To celebrate National Poetry Month, Gerald So, editor of The 5-2: Crime Poetry Weekly website and The Lineup poetry chapbooks, invited me to participate in a blog tour. The challenge: to choose a favorite poem from the 5-2 website.
That proved to be a bit of a problem, because poems are like soul candy to me—jelly bellies, if you will—one day your favorite may be key lime pie and the next, sour apple or black licorice. However, I ultimately chose Jackie Sheeler's "Lt. Machine" to feature today, as it is a timely poem, tied to the still-ongoing (if sputtering) Occupy Wall Street movement.
You may recall the recent pepper-spraying incident where Police Lieutenant John Pike, dressed in riot gear, nonchalantly aimed his spray can at a group of college student protesters who were sitting down peacefully. The lieutenant and that video soon went viral and spawned a cultural phenomenom all its own, an international frenzy with dozens of websites and parodies.
What Jackie Sheeler does in her poetic take on that whole spectacle is to create a sardonic account that at the same time peers into the mind—and seeming mindlessness—of the officer's actions, "He neither smiles nor frowns / flourishes the canister / arms-length, like a cardsharp shooting his cuffs / before the deal. Winning is inevitable." And yet, there are hints of what Sheeler imagines really lies beneath the lieutenant's unprompted behavior, "If he screamed / I got your education right here you little pricks!"
I'm a sucker for "humor noir," if that can be labeled a true subgenre. In this poem, despite the underlying tinges of anger and injustice, there are also hints of humor, as in these lines, "He makes a second pass across the line / just in case. Filling in the blanks, you might say." You can argue all day about whether Lt. Pike and other police actions against the Occupy protesters are justified or not (or both, depending upon the circumstances), but I like how Sheeler's poem takes a step back, viewing this incident in words as a photographer would with a lens.
I also loved Jackie's note about the poem, "It was the memes. Yes, definitely, the memes. He pepper-sprayed the Last Supper! And the holy bush of Marilyn Monroe, her white skirt airlifted by a passing subway. Entrapment. I had no choice. Guilty as charged."
Jackie's latest collection of poems, Earthquake Came to Harlem, was a finalist for the 2011 Paterson Poetry Prize. One reviewer called it "nuanced yet aggressive, Earthquake Came to Harlem is a tour-de-force of NYC poetry." I rather like that. I think "nuanced, yet aggressive" is an apt description of "Lt. Machine."
By the way, The 5-2 is looking for more submissions to showcase each week. If you think you have a crime poem in you, you can submit up to two poems per month that are "honest, powerful reactions to what you see as crime." Any form or style is fine, and the only rule is that each poem must be 60 lines or fewer.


BRIEF – This calls for a verbatim copy of all the data, with no images carried over.

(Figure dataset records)
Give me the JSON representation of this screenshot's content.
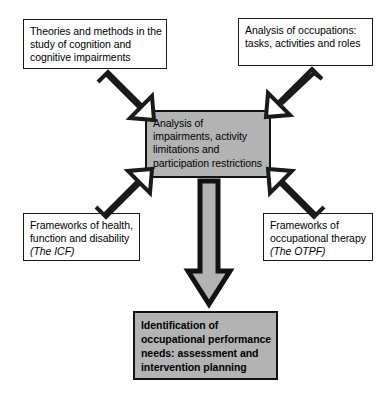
{
  "diagram": {
    "colors": {
      "shade_fill": "#b3b3b3",
      "box_stroke": "#1a1a1a",
      "page_background": "#ffffff",
      "arrow_outline_fill": "#ffffff",
      "arrow_filled_fill": "#b3b3b3"
    },
    "nodes": {
      "theories": {
        "id": "theories-box",
        "style": "plain",
        "lines": [
          "Theories and methods in the",
          "study of cognition and",
          "cognitive impairments"
        ]
      },
      "occupations": {
        "id": "occupations-box",
        "style": "plain",
        "lines": [
          "Analysis of occupations:",
          "tasks, activities and roles"
        ]
      },
      "center": {
        "id": "center-analysis-box",
        "style": "shaded",
        "lines": [
          "Analysis of",
          "impairments, activity",
          "limitations and",
          "participation restrictions"
        ]
      },
      "icf": {
        "id": "icf-box",
        "style": "plain",
        "lines": [
          "Frameworks of health,",
          "function and disability"
        ],
        "italic_line": "(The ICF)"
      },
      "otpf": {
        "id": "otpf-box",
        "style": "plain",
        "lines": [
          "Frameworks of",
          "occupational therapy"
        ],
        "italic_line": "(The OTPF)"
      },
      "outcome": {
        "id": "outcome-box",
        "style": "shaded-bold",
        "lines": [
          "Identification of",
          "occupational performance",
          "needs: assessment and",
          "intervention planning"
        ]
      }
    },
    "arrows": [
      {
        "name": "arrow-theories-to-center",
        "from": "theories",
        "to": "center",
        "direction": "down-right",
        "fill": "white"
      },
      {
        "name": "arrow-occupations-to-center",
        "from": "occupations",
        "to": "center",
        "direction": "down-left",
        "fill": "white"
      },
      {
        "name": "arrow-icf-to-center",
        "from": "icf",
        "to": "center",
        "direction": "up-right",
        "fill": "white"
      },
      {
        "name": "arrow-otpf-to-center",
        "from": "otpf",
        "to": "center",
        "direction": "up-left",
        "fill": "white"
      },
      {
        "name": "arrow-center-to-outcome",
        "from": "center",
        "to": "outcome",
        "direction": "down",
        "fill": "gray"
      }
    ]
  }
}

SOLUTION TO THIS PROBLEM –
Give me the JSON representation of this screenshot's content.
{
  "diagram": {
    "colors": {
      "shade_fill": "#b3b3b3",
      "box_stroke": "#1a1a1a",
      "page_background": "#ffffff",
      "arrow_outline_fill": "#ffffff",
      "arrow_filled_fill": "#b3b3b3"
    },
    "nodes": {
      "theories": {
        "id": "theories-box",
        "style": "plain",
        "lines": [
          "Theories and methods in the",
          "study of cognition and",
          "cognitive impairments"
        ]
      },
      "occupations": {
        "id": "occupations-box",
        "style": "plain",
        "lines": [
          "Analysis of occupations:",
          "tasks, activities and roles"
        ]
      },
      "center": {
        "id": "center-analysis-box",
        "style": "shaded",
        "lines": [
          "Analysis of",
          "impairments, activity",
          "limitations and",
          "participation restrictions"
        ]
      },
      "icf": {
        "id": "icf-box",
        "style": "plain",
        "lines": [
          "Frameworks of health,",
          "function and disability"
        ],
        "italic_line": "(The ICF)"
      },
      "otpf": {
        "id": "otpf-box",
        "style": "plain",
        "lines": [
          "Frameworks of",
          "occupational therapy"
        ],
        "italic_line": "(The OTPF)"
      },
      "outcome": {
        "id": "outcome-box",
        "style": "shaded-bold",
        "lines": [
          "Identification of",
          "occupational performance",
          "needs: assessment and",
          "intervention planning"
        ]
      }
    },
    "arrows": [
      {
        "name": "arrow-theories-to-center",
        "from": "theories",
        "to": "center",
        "direction": "down-right",
        "fill": "white"
      },
      {
        "name": "arrow-occupations-to-center",
        "from": "occupations",
        "to": "center",
        "direction": "down-left",
        "fill": "white"
      },
      {
        "name": "arrow-icf-to-center",
        "from": "icf",
        "to": "center",
        "direction": "up-right",
        "fill": "white"
      },
      {
        "name": "arrow-otpf-to-center",
        "from": "otpf",
        "to": "center",
        "direction": "up-left",
        "fill": "white"
      },
      {
        "name": "arrow-center-to-outcome",
        "from": "center",
        "to": "outcome",
        "direction": "down",
        "fill": "gray"
      }
    ]
  }
}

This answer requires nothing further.